Overnight, we were expected to master a wide variety of virtual meeting platforms including, but not limited to, Zoom, Skype, and Microsoft Teams, in order to continue business as usual. We are now starting to see “Zoom fatigue,” the term being used to describe the tiredness, anxiety, or worry resulting from overusing these virtual platforms. Video conferences are mentally exhausting. It is unnatural to have someone’s enlarged face extremely close to you with prolonged eye contact. Nonverbal cues are lost, distorted, or delayed. The expectation that we can have normal professional and social interactions this way is unrealistic.

While juggling childcare and other household responsibilities, cooking meals, and navigating the fearful trip to the supermarket or pharmacy, employees across the country must also fit in their work. With video conferencing, you cannot easily jump on and off what should be a quick call in your sweatpants. Now you must add in doing your hair and makeup or putting on a clean, ironed shirt and shaving your beard.

Just as there was an appropriate time and place for an email versus a phone call in our former working lives, there is now a time and place for a video conference. Sometimes a video conference is necessary or even preferred.
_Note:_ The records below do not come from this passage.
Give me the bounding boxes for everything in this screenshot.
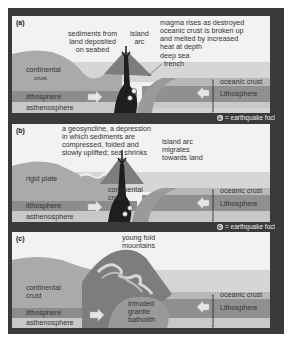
- legend-earthquake-foci-a: ⊕= earthquake foci: [217, 114, 275, 121]
- label-oceanic-crust-b: oceanic crust: [220, 187, 262, 195]
- label-asthenosphere-b: asthenosphere: [26, 213, 74, 221]
- label-trench: deep sea trench: [160, 52, 190, 68]
- earthquake-foci-icon: ⊕: [217, 115, 223, 121]
- label-young-fold-mountains: young fold mountains: [122, 234, 155, 250]
- panel-label-c: (c): [16, 235, 25, 242]
- label-rigid-plate: rigid plate: [26, 175, 57, 183]
- label-oceanic-crust: oceanic crust: [220, 78, 262, 86]
- label-lithosphere-left: lithosphere: [26, 93, 61, 101]
- label-island-arc-migrates: island arc migrates towards land: [162, 138, 203, 162]
- label-island-arc: island arc: [130, 30, 149, 46]
- panel-label-b: (b): [16, 127, 25, 134]
- panel-b: (b) a geosyncline, a depression in which…: [12, 124, 270, 222]
- label-lithosphere-right-b: Lithosphere: [220, 200, 258, 208]
- label-sediments: sediments from land deposited on seabed: [68, 30, 117, 54]
- label-magma: magma rises as destroyed oceanic crust i…: [160, 19, 244, 51]
- label-geosyncline: a geosyncline, a depression in which sed…: [62, 125, 151, 157]
- label-lithosphere-right-c: Lithosphere: [220, 304, 258, 312]
- label-oceanic-crust-c: oceanic crust: [220, 291, 262, 299]
- label-batholith: intruded granite batholith: [128, 300, 155, 324]
- panel-a: (a) sediments from land deposited on sea…: [12, 16, 270, 113]
- earthquake-foci-icon: ⊕: [217, 224, 223, 230]
- label-lithosphere-right: Lithosphere: [220, 90, 258, 98]
- panel-label-a: (a): [16, 19, 25, 26]
- panel-c: (c) young fold mountains continental cru…: [12, 232, 270, 328]
- label-continental-crust: continental crust: [26, 66, 61, 82]
- label-lithosphere-left-b: lithosphere: [26, 202, 61, 210]
- label-continental-crust-b: continental crust: [108, 186, 143, 202]
- label-continental-crust-c: continental crust: [26, 284, 61, 300]
- label-asthenosphere-c: asthenosphere: [26, 319, 74, 327]
- label-asthenosphere: asthenosphere: [26, 104, 74, 112]
- label-lithosphere-left-c: lithosphere: [26, 309, 61, 317]
- legend-earthquake-foci-b: ⊕= earthquake foci: [217, 223, 275, 230]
With my own staff in our Mental Health Law practice, occasionally we find it comforting to see each other’s faces, check-in with one another, and discuss ongoing client matters face-to-face. This does not mean that I have imposed a daily check-in on Zoom, crowding their already hectic schedules. We should still be respectful of everyone’s time, setting and honoring appropriate boundaries.

Similar to the issue of setting boundaries is the concern for our privacy. Video conferencing invites your colleagues, clients, or patients into the privacy of your own home. Zoom meetings have been hacked, allowing complete strangers to see into your home. Many people are finding it extremely challenging to find a quiet place to engage in a professional video conference. Not everyone has the luxury of a home office. Many find themselves in small apartments with their spouse and children, hiding in the bathroom, desperate to find a few minutes of quiet and privacy to sign into a virtual meeting.

Once you have signed into your meeting or class, it is often difficult to navigate this new technology. Many of us are using small laptops or dusty old computers to run our businesses, healthcare practices, and classrooms. Even for the most technologically savvy person, it is frustrating to jump between the video screen and other windows or documents all while engaging in a conversation. Older generations and those not accustomed to conducting business online are at a significant disadvantage when forced to use virtual platforms. They must learn new technology, install microphones, video cameras, and software, and operate these virtual tools from their homes without IT support.

Lastly, these virtual tools cost money, another stressor during this unprecedented time. This virtual world is taking a financial toll on us that we cannot afford with the need for video cameras, headsets, and other supplies. Small businesses may have been forced to furlough employees and decipher complicated loan applications just to stay afloat. Now they also must manage the cost of licenses for at least one online platform to continue communication with clients and colleagues as well.

A healthy work-life balance is more important than ever during this pandemic. It is okay to decline a work Zoom call at 9 p.m. that you would have otherwise never been expected to take. It is acceptable to request a phone call where a video conference seems unnecessary. Try suggesting that everyone turn their video cameras off unless speaking. Take breaks in between video calls. Overall, be thoughtful and use these virtual platforms as tools to make your currently challenging life easier.